February Recap

Ben Burnett
youstock
Published in
3 min readMar 2, 2018

YouStock, Aura, and Auradex

It’s been a little over a month since the Aura genesis block was mined and things are moving along at a modest pace.

The web wallet and the desktop GUI wallet were both released this month, followed by a few refinements on each. The latest releases can be found at https://auraledger.com/#wallets

A network stats page was set up and the stats bounty has attracted a healthy amount of aura nodes, so thanks to everyone who is participating and to everyone who tried to (apologies to those who had trouble connecting).

The block explorer was enhanced to support transaction history for accounts, in addition to a few performance enhancements and a mining calculator widget. The current price is now displayed on the main page and will be added to the account pages soon.

The discord channel and telegram groups are continuing to grow at a steady pace, with 388 and 313 members in each one respectively at the time of writing.

Aura was listed on its first exchange https://stocks.exchange/trade/ARA/BTC last week and has been trading slightly above the mining cost.

The bitcointalk bounty campaigns are wrapping up and payouts will be coming out over the next week for those that participated. The node stats bounties have already been paid.

The main website has been redesigned.

The YouStock and Aura whitepaper is all but complete and will be published within the next few days.

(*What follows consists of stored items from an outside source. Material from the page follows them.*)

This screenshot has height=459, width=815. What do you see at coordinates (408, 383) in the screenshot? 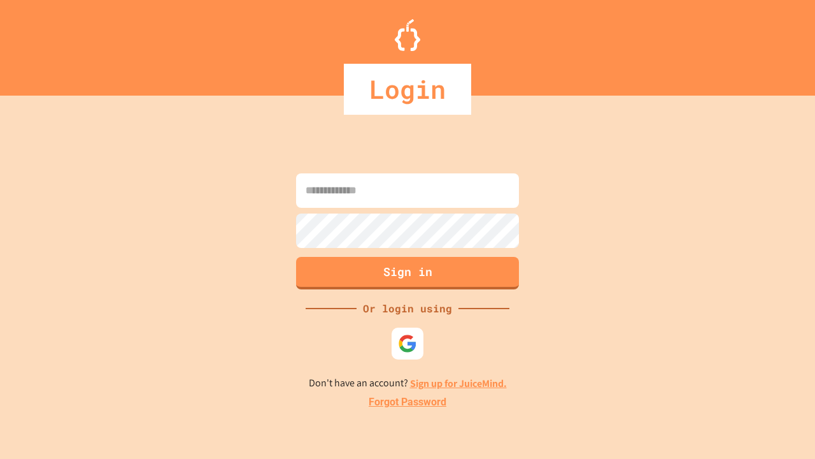
I see `p: Don't have an account?` at bounding box center [408, 383].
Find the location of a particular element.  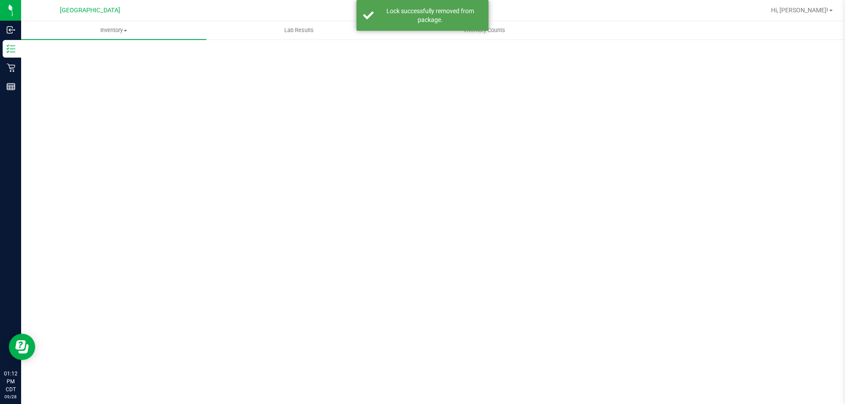

p: 01:12 PM CDT is located at coordinates (11, 382).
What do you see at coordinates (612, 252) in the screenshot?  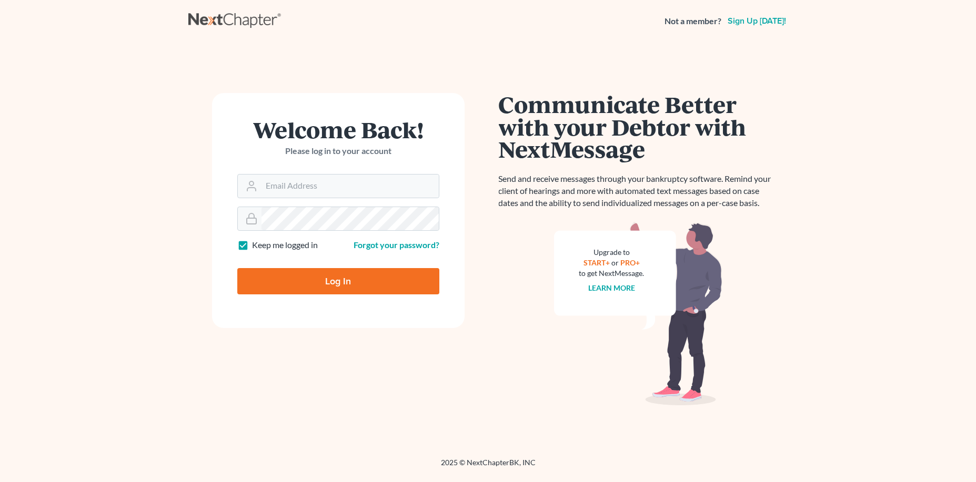 I see `div: Upgrade to` at bounding box center [612, 252].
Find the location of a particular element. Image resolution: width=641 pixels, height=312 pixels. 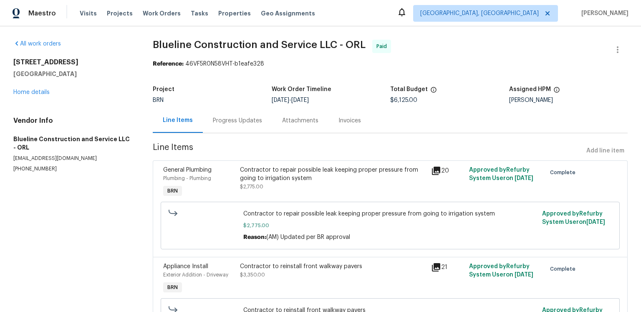

span: Reason: is located at coordinates (254, 237).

Work has begun on the YouStock platform with no roadblocks in sight.

Auradex

In the last update, I mentioned I was looking into cross chain atomic swaps. Well since then I’ve been hacking away at a new decentralized exchange powered by cross-chain atomic swaps for ethereum based blockchains like Aura. I’m calling it Auradex. It will enable users to buy and sell aura using ethereum without having to entrust their funds to any external server. Bitcoin and other trading pairs will be added after the initial alpha release. Auradex is both a wallet and an exchange, and funds are sent directly from you to the person you are trading with when a trade happens, and vice versa. The interface is mostly complete and the backend server is under development at the moment. The backend server will only be used to match buyers/sellers and store market data, it won’t store any funds.

Here is a sneak peak:

There are a couple drawbacks to cross chain atomic swaps at the moment. One is that you have to leave your computer online for trades to execute. Since you’re always in control of your funds, you won’t be able to swap if you’re not online. When you accept a trade, the software will handle all of the trading operations so you won’t need to constantly watch your computer, but you do have to leave it online and awake. If you lose connection mid way through a swap, you have a 24 hour window (which can be extended in settings) to get back online and complete the swap. Another drawback is that you need atleast a small amount of each cryptocurrency that you are swapping in order to cover 1–2 transaction fees to complete the swap. There is talk of enabling contracts to pay for transaction fees on ethereum, which would allow the fee to come out of the trade quantity, so this drawback may go away in the future.

That said, I think the pros vastly outweigh the cons. Almost every other week you hear of another centralized service getting hacked and customers are left without funds. Just last month a Japanese exchange got hacked and lost over $500 million. Not to mention the slow deposit and withdrawal times and overpriced fees for each. With Auradex, deposits and withdrawals are simply sends and receives to and from your Auradex wallet, and happen just as fast as any other transaction on the blockchain, and you control the fee. Bitcoin core developer Jameson Lopp summarizes the benefits well

Final words

Overall I’m very happy with the progress that’s been made over this last month, and look forward to bringing more developments in March!